Story for performance #642
webcast from Sydney at 07:02PM, 24 Mar 07

It’s my first time on an aeroplane and I’m enjoying it so far. My mother is sitting beside me on the window side. I’m travelling with her and my baby sister. My elder sister and father aren’t here. I don’t know where they are. Childhood memories are like that; missing people, missing links. The plane is an old Fokker Friendship, the sort of plane used during WWII but then put into service for many years after to ferry people around my sparsely populated country. There were jets, but they were for international travel.

I’m sitting in my seat in the last row of the plane. I should explain here that the layout on the Fokker Friendships was different from today’s crowded arrangement. The rows of seats end abruptly several metres from the back door, which allows for a sort of empty foyer area. And in this space, instead of the tiny capsule-shaped windows we’re so familiar with, there is a large picture window on the port side.

The air hostess—that’s what they were called then—looms up beside me and asks me directly if I’d like to go and look out the big window. She says I can see better from the back window and I can stand up there too.

In those days my parents were very strict with us, especially in public: no speaking unless spoken to; always be polite; never bring shame on the family—whatever that meant. I am quickly trying to assess if any of these rules will be broken if I say yes. I don’t, or rather, can’t speak. I just look to my mother with beseeching eagerness in my eyes. By some miracle, my mother assents, ‘Yes go on, go and have a look’. And then comes the usual rider, ‘But be careful’.

I unbuckle myself from my prison of a seat and glance over at my baby sister with all the smugness I can muster.

I suppose being such a relatively small plane, we are not really that far above the ground. I look out and see the earth broken into irregular purple patches of Patterson’s Curse kept in check by the huge yellow squares of useful, edible crop. The rest is shades of brown and red.

The back door of the plane is right next to the wide flat window I’m looking through. I look around.

This is where my memory becomes inflected with old WWII-era movies like Casablanca and The Maltese Falcon, because the interior of the plane is in black and white and everyone is wearing a hat and looking suspicious. My initial excitement has already worn off. Suddenly I sense a presence beside me. It is a lady, but not the air hostess and I don’t recognise her as one of the passengers either. With a very kindly voice she bends down to whisper in my ear, ‘Go and sit down now, dear’. I obey as though she has cast a spell on me.

As I reach my seat and plop down, resuming my bored posture, I hear a loud shout from behind. It is the otherwise quiet voice of the air hostess. I turn around, fast enough to see the back door swing wide open. Now the pilot is coming down the aisle. He gets from front to back in as few as six commanding strides. But no-one is panicking. No-one seems in the least bit worried. There is no announcement of any kind.

The air hostess reaches for a large leather contraption—I learn its proper ‘harness’ name some years later—and places her arms through it. The pilot does likewise with another one. They tie themselves together with buckles and clips. The air hostess shackles herself to the inside frame of the plane while the pilot walks towards the threshold where the door is dangling and flapping noisily against the plane’s fuselage, the rush of air, pushing his hair out of shape.

The pilot leans out. The air hostess leans in. The pilot lets out an impassioned curse at the door. Still no-one is angry or worried. Some of the passengers aren’t even turning around to observe this performance. It appears to be a routine occurrence met with a routine procedure. After the third attempt the pilot finally gets hold of the handle, not without talent, even I can appreciate this, and swings the door shut with a vacuum-sealing thud. He secures it firmly and strides back up the aisle in the same confident manner, though perhaps in eight or nine steps this time.

I don’t remember much else. I don’t remember landing. I don’t remember recounting the event to my father or elder sister or school friends afterwards. But I do remember my mother turning to me as I sat quietly in my seat, saying, ‘Thank God you sat down when you did. You were lucky you weren’t sucked out that door.’ I turned to her and said, calmly, ‘Yes, I know. Our Lady whispered in my ear and she told me to sit down.’

That was a long time ago, almost a lifetime ago. I grew out of Catholicism. I’m not even an agnostic. I lost my faith in my early twenties and I’ve never found it again. It was pushed out of me in my early student days when politics was urgent and passionate and vicious. And yet I am very sure of my memory, of Our Lady personally appearing to me, to help me in a moment of danger. I might have lost my faith, but I will never lose that memory.

Adapted for performance by Barbara Campbell from a story by Maria Miranda.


EXERCISE OBJECTIVE:
Return the full set of entries below exactly, leaving every image out.
#### RECORDS TO PROCESS ####
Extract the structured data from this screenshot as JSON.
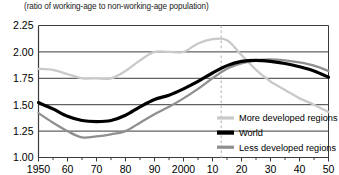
{
  "subtitle": "(ratio of working-age to non-working-age population)",
  "legend": {
    "items": [
      {
        "label": "More developed regions",
        "color": "#c9c9c9",
        "width": 3.2
      },
      {
        "label": "World",
        "color": "#000000",
        "width": 4.2
      },
      {
        "label": "Less developed regions",
        "color": "#8f8f8f",
        "width": 3.2
      }
    ]
  },
  "axes": {
    "y_ticks": [
      "1.00",
      "1.25",
      "1.50",
      "1.75",
      "2.00",
      "2.25"
    ],
    "x_ticks": [
      "1950",
      "60",
      "70",
      "80",
      "90",
      "2000",
      "10",
      "20",
      "30",
      "40",
      "50"
    ]
  },
  "annotations": {
    "projection_divider_year": 2013,
    "projection_divider_style": "dashed"
  },
  "chart_data": {
    "type": "line",
    "title": "",
    "subtitle": "(ratio of working-age to non-working-age population)",
    "xlabel": "",
    "ylabel": "",
    "xlim": [
      1950,
      2050
    ],
    "ylim": [
      1.0,
      2.25
    ],
    "ytick_step": 0.25,
    "xtick_step": 5,
    "xtick_major_step": 10,
    "grid": "horizontal",
    "legend_position": "inside-right-lower",
    "x": [
      1950,
      1955,
      1960,
      1965,
      1970,
      1975,
      1980,
      1985,
      1990,
      1995,
      2000,
      2005,
      2010,
      2015,
      2020,
      2025,
      2030,
      2035,
      2040,
      2045,
      2050
    ],
    "series": [
      {
        "name": "More developed regions",
        "color": "#c9c9c9",
        "values": [
          1.84,
          1.83,
          1.79,
          1.75,
          1.75,
          1.75,
          1.82,
          1.92,
          2.0,
          2.0,
          2.0,
          2.08,
          2.12,
          2.11,
          1.97,
          1.83,
          1.72,
          1.64,
          1.56,
          1.5,
          1.43
        ]
      },
      {
        "name": "World",
        "color": "#000000",
        "values": [
          1.52,
          1.46,
          1.39,
          1.35,
          1.34,
          1.35,
          1.4,
          1.48,
          1.55,
          1.59,
          1.65,
          1.72,
          1.8,
          1.87,
          1.91,
          1.92,
          1.91,
          1.89,
          1.86,
          1.82,
          1.76
        ]
      },
      {
        "name": "Less developed regions",
        "color": "#8f8f8f",
        "values": [
          1.42,
          1.33,
          1.25,
          1.19,
          1.2,
          1.22,
          1.25,
          1.33,
          1.41,
          1.48,
          1.56,
          1.65,
          1.75,
          1.84,
          1.89,
          1.92,
          1.93,
          1.92,
          1.9,
          1.87,
          1.82
        ]
      }
    ],
    "annotations": [
      {
        "type": "vline",
        "x": 2013,
        "style": "dashed",
        "color": "#b0b0b0"
      }
    ]
  }
}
####
OUTPUT:
Extract the structured data from this screenshot as JSON.
{
  "subtitle": "(ratio of working-age to non-working-age population)",
  "legend": {
    "items": [
      {
        "label": "More developed regions",
        "color": "#c9c9c9",
        "width": 3.2
      },
      {
        "label": "World",
        "color": "#000000",
        "width": 4.2
      },
      {
        "label": "Less developed regions",
        "color": "#8f8f8f",
        "width": 3.2
      }
    ]
  },
  "axes": {
    "y_ticks": [
      "1.00",
      "1.25",
      "1.50",
      "1.75",
      "2.00",
      "2.25"
    ],
    "x_ticks": [
      "1950",
      "60",
      "70",
      "80",
      "90",
      "2000",
      "10",
      "20",
      "30",
      "40",
      "50"
    ]
  },
  "annotations": {
    "projection_divider_year": 2013,
    "projection_divider_style": "dashed"
  },
  "chart_data": {
    "type": "line",
    "title": "",
    "subtitle": "(ratio of working-age to non-working-age population)",
    "xlabel": "",
    "ylabel": "",
    "xlim": [
      1950,
      2050
    ],
    "ylim": [
      1.0,
      2.25
    ],
    "ytick_step": 0.25,
    "xtick_step": 5,
    "xtick_major_step": 10,
    "grid": "horizontal",
    "legend_position": "inside-right-lower",
    "x": [
      1950,
      1955,
      1960,
      1965,
      1970,
      1975,
      1980,
      1985,
      1990,
      1995,
      2000,
      2005,
      2010,
      2015,
      2020,
      2025,
      2030,
      2035,
      2040,
      2045,
      2050
    ],
    "series": [
      {
        "name": "More developed regions",
        "color": "#c9c9c9",
        "values": [
          1.84,
          1.83,
          1.79,
          1.75,
          1.75,
          1.75,
          1.82,
          1.92,
          2.0,
          2.0,
          2.0,
          2.08,
          2.12,
          2.11,
          1.97,
          1.83,
          1.72,
          1.64,
          1.56,
          1.5,
          1.43
        ]
      },
      {
        "name": "World",
        "color": "#000000",
        "values": [
          1.52,
          1.46,
          1.39,
          1.35,
          1.34,
          1.35,
          1.4,
          1.48,
          1.55,
          1.59,
          1.65,
          1.72,
          1.8,
          1.87,
          1.91,
          1.92,
          1.91,
          1.89,
          1.86,
          1.82,
          1.76
        ]
      },
      {
        "name": "Less developed regions",
        "color": "#8f8f8f",
        "values": [
          1.42,
          1.33,
          1.25,
          1.19,
          1.2,
          1.22,
          1.25,
          1.33,
          1.41,
          1.48,
          1.56,
          1.65,
          1.75,
          1.84,
          1.89,
          1.92,
          1.93,
          1.92,
          1.9,
          1.87,
          1.82
        ]
      }
    ],
    "annotations": [
      {
        "type": "vline",
        "x": 2013,
        "style": "dashed",
        "color": "#b0b0b0"
      }
    ]
  }
}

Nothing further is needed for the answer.